How stands the trout industry now? - An update by Ilan lax, Ian Cox of TroutSA and Prof Peter Britz, Ichthyologist, Rhodes University and also of TroutSA

How stands the trout industry now? - An update by Ilan lax, Ian Cox of TroutSA and Prof Peter Britz, Ichthyologist, Rhodes University and also of TroutSA

Monday, 15 September 2014 04:48

The important gains made by the trout industry with Government’s removal of trout from the list of invasive species, promulgated by the Minister of Environmental Affairs last month, are currently threatened. 

Trout were removed because listing trout as invasive in areas where they exist would harm the multi billion rand investment in South Africa’s trout aquaculture and trout based tourism.  Both are important in Government’s e strategic plan to grow aquaculture and to provide opportunities to impoverished rural communities.

This breakthrough affirms a key principle of South African environmental management law, namely that the health and wellbeing of South Africans is paramount.

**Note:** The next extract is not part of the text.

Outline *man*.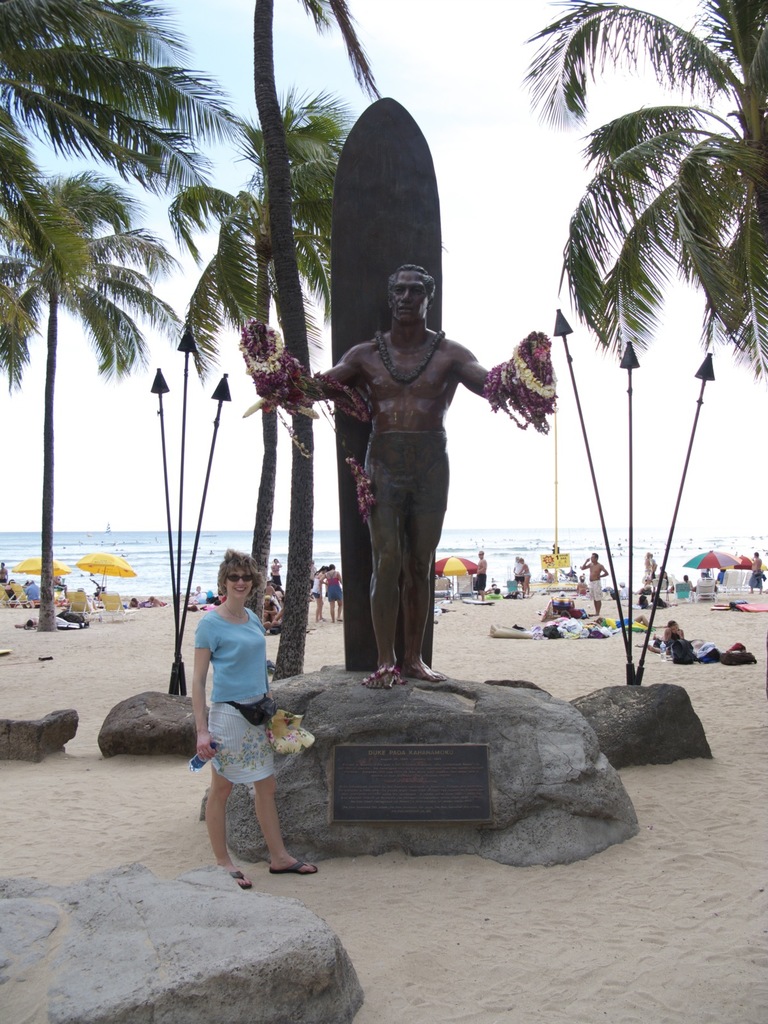
Outline: [x1=241, y1=265, x2=554, y2=690].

The science based approach to managing biodiversity preferred by  the  Biosecurity Unit (the unit in Department of Environmental Affairs’ (DEA) responsible for implementing the National Environmental Management: Biodiversity Act)  emphasises the need to protect biodiversity for its own sake, separate from the greater imperative of managing the environment sustainably to promote the health and wellbeing of human beings. Thus, according to the DEA, the social and economic benefits of trout come a distant second to the fact that trout are predators. This is notwithstanding that they have existed alongside indigenous species for nearly 125 years. 

This insistence on  the very narrow approach of invasion biology is unsustainable in a country like South Africa faced with massive developmental and transformational challenges.

The President borrowing from the success that Malaysia experienced in delivering its Government and Economic Transformation Programmes ran a similar process in Durban in June and July 2014. Operation Phakisa brought “together representatives from government, industry, labour, civil society and academia to collaborate in unlocking the economic potential of our oceans”.  Trout were included in this process because trout are an important part of South Africa’s aquaculture industry -  one of the nine sectors comprising South Africa’s ocean based economy.

This cooperative intra governmental process unlocked the door that brokered an acceptance by the DEA that the trout industry is important.  Thus all matters trout, be it aquaculture, tourism or the simple pleasure of recreational  fishing, must be supported and promoted. The trade-off for this was that trout should not be introduced into areas where they do not already exist, something  the trout industry has always supported. So it was agreed that trout would be not be listed as invasive where they already occurred and listed as invasive where they do not occur. Where trout already occur, the sale, transport and release of trout would be  self-regulated and subject to audited compliance  so as to ensure that trout are not stocked outside existing trout waters.

This agreement was one of the success stories to come out of the Phakisa process. It demonstrated the power of cooperative governance as a tool to fast track development in an environmentally sustainable way. 

The trout industry, the DEA and DAFF (Department of Agriculture, Forestry and Fisheries) were left to deal with the practical implementation of this agreement. That meeting took place in Cape Town and was again successful. Dates were set for a workshop that would map the whereabouts of trout.

It was then that matters took a turn for the worse. It seems that there are powerful constituencies among the officials that run the DEA who are reluctant to relinquish any regulatory control of trout as an invasive species, despite the principle of industry self-regulation agreed during the Phakisa process.

Trout SA and FOSAF are working hard to ensure the agreement with the DEA not to list trout as invasive in areas where they exist is implemented based on industry self-regulation. We are grateful for the support that we have received from government and the public in this regard. We are committed to seeing that constitutional principles like cooperative governance and environmentally sustainable development are enabled.  We are confident that we can achieve this, especially with the support of the fly fishing community.